January / February 2025
Chesapeake Treasures
Left—SULTANA, launched in 2001 as a replica of a merchant schooner built in Boston, Massachusetts, in 1767, is arguably Swain’s greatest achievement. Right—In the mid-1960s, John Swain apprenticed at Applegarth’s Boatyard in Oxford on Maryland’s Eastern Shore and has specialized in Chesapeake Bay watercraft ever since. Today, he has his own shop near Chestertown.
At 7:30 on a September morning, boatbuilder John Swain takes a break from projects at his boatshop to show me his world. He often starts such visits on the wharf at the foot of Cannon Street in the historic colonial port of Chestertown, Maryland, on the Eastern Shore of Chesapeake Bay. On this day, a sultry wind is blowing down the Chester River when Swain and I arrive at the Chestertown waterfront. Sometimes Swain is a bit paternalistic about the classic watercraft tied up at the wharf here. To be sure. This is not his job; there’s a crew of professional sailors and custodians to tend to the boats. But Swain has built or rebuilt them all. They are a bit like his children—never fully out of mind.
At the inner pier, there’s the replica of an 18th-century ship’s cutter and a pair of traditional Chesapeake deadrise work skiffs. Farther out on the wharf lie the 123-year-old skipjack oyster dredge ELSWORTH and the buyboat ANNIE D., built in 1957.
After assuring himself that all is well with these boats, Swain’s eyes turn to the vessel tied at the end of the wharf, looking like a ghost ship from Master and Commander. SULTANA is the 53′ LOD reproduction of an 18th-century square-topsail schooner. She’s the flagship for the SULTANA Education Foundation, and she is Swain’s masterwork.
SULTANA’s builder is fit and able-looking at age 79. He has a ruddy, welcoming face framed by a silver beard, wire-rimmed glasses, and a red ball cap. Both his shirt and pants are denim. This morning, they have not yet gained a patina of sawdust. It will come later today in the shipyard up Cannon Street where he and his helpers constructed SULTANA 25 years ago, or at his own shop next to the house he and his wife, Melinda Bookwalter, built in the woods.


Quote every line below exactly as it reads.

Excerpts from a figure dataset
····················

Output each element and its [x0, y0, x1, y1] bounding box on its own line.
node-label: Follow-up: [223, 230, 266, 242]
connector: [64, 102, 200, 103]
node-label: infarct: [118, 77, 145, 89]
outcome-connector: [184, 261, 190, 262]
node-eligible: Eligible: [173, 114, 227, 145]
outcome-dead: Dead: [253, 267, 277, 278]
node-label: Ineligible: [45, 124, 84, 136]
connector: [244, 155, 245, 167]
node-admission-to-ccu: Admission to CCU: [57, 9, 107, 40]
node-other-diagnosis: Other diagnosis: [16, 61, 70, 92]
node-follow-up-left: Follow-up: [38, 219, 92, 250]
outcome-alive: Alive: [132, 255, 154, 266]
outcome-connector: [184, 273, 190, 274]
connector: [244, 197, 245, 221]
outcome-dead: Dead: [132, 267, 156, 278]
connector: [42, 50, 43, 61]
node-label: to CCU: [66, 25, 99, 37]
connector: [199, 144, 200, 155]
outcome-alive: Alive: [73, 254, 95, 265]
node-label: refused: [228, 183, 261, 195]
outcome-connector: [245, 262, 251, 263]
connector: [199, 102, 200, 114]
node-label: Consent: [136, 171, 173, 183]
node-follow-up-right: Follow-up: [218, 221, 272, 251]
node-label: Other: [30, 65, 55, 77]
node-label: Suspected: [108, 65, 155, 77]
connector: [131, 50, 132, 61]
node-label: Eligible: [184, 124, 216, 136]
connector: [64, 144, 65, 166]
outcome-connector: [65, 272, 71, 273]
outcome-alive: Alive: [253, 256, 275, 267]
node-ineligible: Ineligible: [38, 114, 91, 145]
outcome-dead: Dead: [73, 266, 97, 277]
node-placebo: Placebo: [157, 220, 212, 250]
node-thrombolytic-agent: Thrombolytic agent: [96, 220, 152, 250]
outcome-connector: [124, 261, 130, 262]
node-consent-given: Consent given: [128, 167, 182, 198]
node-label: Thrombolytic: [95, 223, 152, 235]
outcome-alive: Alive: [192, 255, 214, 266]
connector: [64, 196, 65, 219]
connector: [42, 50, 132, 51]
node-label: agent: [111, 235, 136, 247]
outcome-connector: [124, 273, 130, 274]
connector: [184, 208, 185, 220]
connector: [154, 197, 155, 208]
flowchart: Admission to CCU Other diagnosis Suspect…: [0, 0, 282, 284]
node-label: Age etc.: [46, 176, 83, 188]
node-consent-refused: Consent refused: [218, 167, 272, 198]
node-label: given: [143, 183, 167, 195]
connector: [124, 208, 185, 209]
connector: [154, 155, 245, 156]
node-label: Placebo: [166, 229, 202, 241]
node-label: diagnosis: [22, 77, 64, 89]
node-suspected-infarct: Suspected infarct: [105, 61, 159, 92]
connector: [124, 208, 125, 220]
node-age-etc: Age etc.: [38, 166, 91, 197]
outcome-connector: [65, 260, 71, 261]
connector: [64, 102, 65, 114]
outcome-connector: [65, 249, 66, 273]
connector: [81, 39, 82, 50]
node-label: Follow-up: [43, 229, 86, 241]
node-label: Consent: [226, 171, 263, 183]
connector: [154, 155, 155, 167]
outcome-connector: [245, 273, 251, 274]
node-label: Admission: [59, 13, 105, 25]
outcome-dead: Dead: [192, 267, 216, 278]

····················

*Answer to the problem:*
Output each element and its [x0, y0, x1, y1] bounding box on its own line.
node-label: Follow-up: [223, 230, 266, 242]
connector: [64, 102, 200, 103]
node-label: infarct: [118, 77, 145, 89]
outcome-connector: [184, 261, 190, 262]
node-eligible: Eligible: [173, 114, 227, 145]
outcome-dead: Dead: [253, 267, 277, 278]
node-label: Ineligible: [45, 124, 84, 136]
connector: [244, 155, 245, 167]
node-admission-to-ccu: Admission to CCU: [57, 9, 107, 40]
node-other-diagnosis: Other diagnosis: [16, 61, 70, 92]
node-follow-up-left: Follow-up: [38, 219, 92, 250]
outcome-alive: Alive: [132, 255, 154, 266]
outcome-connector: [184, 273, 190, 274]
connector: [244, 197, 245, 221]
outcome-dead: Dead: [132, 267, 156, 278]
connector: [42, 50, 43, 61]
node-label: to CCU: [66, 25, 99, 37]
connector: [199, 144, 200, 155]
outcome-alive: Alive: [73, 254, 95, 265]
node-label: refused: [228, 183, 261, 195]
outcome-connector: [245, 262, 251, 263]
connector: [199, 102, 200, 114]
node-label: Consent: [136, 171, 173, 183]
node-follow-up-right: Follow-up: [218, 221, 272, 251]
node-label: Other: [30, 65, 55, 77]
node-label: Suspected: [108, 65, 155, 77]
connector: [131, 50, 132, 61]
node-label: Eligible: [184, 124, 216, 136]
connector: [64, 144, 65, 166]
outcome-connector: [65, 272, 71, 273]
outcome-alive: Alive: [253, 256, 275, 267]
node-ineligible: Ineligible: [38, 114, 91, 145]
outcome-dead: Dead: [73, 266, 97, 277]
node-placebo: Placebo: [157, 220, 212, 250]
node-thrombolytic-agent: Thrombolytic agent: [96, 220, 152, 250]
outcome-connector: [124, 261, 130, 262]
node-consent-given: Consent given: [128, 167, 182, 198]
node-label: Thrombolytic: [95, 223, 152, 235]
outcome-alive: Alive: [192, 255, 214, 266]
connector: [64, 196, 65, 219]
connector: [42, 50, 132, 51]
node-label: agent: [111, 235, 136, 247]
outcome-connector: [124, 273, 130, 274]
connector: [184, 208, 185, 220]
connector: [154, 197, 155, 208]
flowchart: Admission to CCU Other diagnosis Suspect…: [0, 0, 282, 284]
node-label: Age etc.: [46, 176, 83, 188]
node-consent-refused: Consent refused: [218, 167, 272, 198]
node-label: given: [143, 183, 167, 195]
connector: [124, 208, 185, 209]
connector: [154, 155, 245, 156]
node-label: Placebo: [166, 229, 202, 241]
node-label: diagnosis: [22, 77, 64, 89]
node-suspected-infarct: Suspected infarct: [105, 61, 159, 92]
connector: [124, 208, 125, 220]
node-age-etc: Age etc.: [38, 166, 91, 197]
outcome-connector: [65, 260, 71, 261]
connector: [64, 102, 65, 114]
outcome-connector: [65, 249, 66, 273]
connector: [81, 39, 82, 50]
node-label: Follow-up: [43, 229, 86, 241]
node-label: Consent: [226, 171, 263, 183]
connector: [154, 155, 155, 167]
outcome-connector: [245, 273, 251, 274]
node-label: Admission: [59, 13, 105, 25]
outcome-dead: Dead: [192, 267, 216, 278]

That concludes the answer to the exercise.